In the six months since 1 January 2003, only 17 painting contractors known to Master Painters Association in NSW have applied for and qualified for home warranty insurance. Given that there are nearly 9,000 licensed painting and decorating contractors in NSW, this level of compliance with the warranty insurance scheme effectively means that the scheme might as well not exist at all.

 

Risk to Insurers – Subrogation

 

The complete subrogation rights enjoyed by insurers now mean that they are exposed to relatively little risk.  What risk they may indeed be exposed to is normally covered by elaborate bank guarantee arrangements which are cumbersome, expensive, onerous and odorous for contractors.  And yet, as the risks to insurers have fallen, and the benefits to consumers eroded, so have the premiums risen.

 

The Association’s insurance brokers have recently withdrawn from offering home warranty insurance.  There experience over the past six months has been that the procedures and paperwork demanded by the insurers imposes an administrative cost of nearly $400 on the broker’s office every time an application has to be processed. 

 

 

 

 

 

Consistency with Schemes in Other States

 

If one of the aims of the most recent amendments to the scheme in NSW was to bring some consistency between the various state schemes, then there is one important area where that aim has not been achieved.  NSW is the ONLY state in which painting and decorating contractors are required to have home warranty insurance.

 

Criteria for Approval of Insurance Providers

 

Since the scheme was introduced, Master Painters Association has argued for an arrangement that allowed the required and entirely justifiable level of consumer protection to be provided by industry-based mutual fund arrangements. However, the requirement that “insurance” providers meet APRA requirements has our proposal impossible to implement.
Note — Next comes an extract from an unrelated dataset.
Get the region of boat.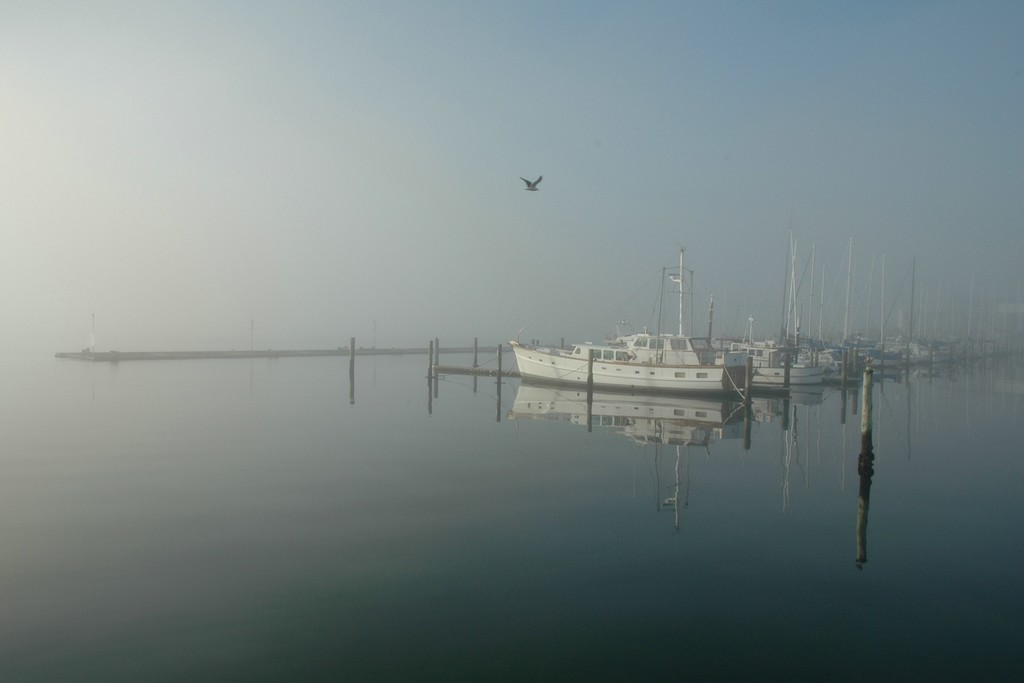
x1=513, y1=248, x2=755, y2=402.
Moreover, it has proven impossible to find an insurance underwriter to provide cover against the unlikely event that a “catastrophic” incidence of claims might exceed the capacity of the mutual fund to pay. The underwriters for such cover must, after all, come from the same pool as the existing insurers providing regular home warranty insurance.

 

Recommendations

 

EITHER         

 

Treat painters in NSW the same way they are treated in all other states, and remove altogether the requirement for warranty insurance in NSW for non-structural, single trade domestic works (ie where the painting contractor is the SOLE contractor engaged by a home owner, and the painting contractor does not engage any other trade contractors)

 

OR

 

Remove the requirement that warranty insurance providers meet APRA criteria and allow for industry-based, mutual funds with a stronger, first-resort “fix the workmanship problem first” orientation AND if necessary provide government guarantees to back such funds in their early years while they accumulate sufficient reserves to provide for (highly unlikely) “catastrophic” claims.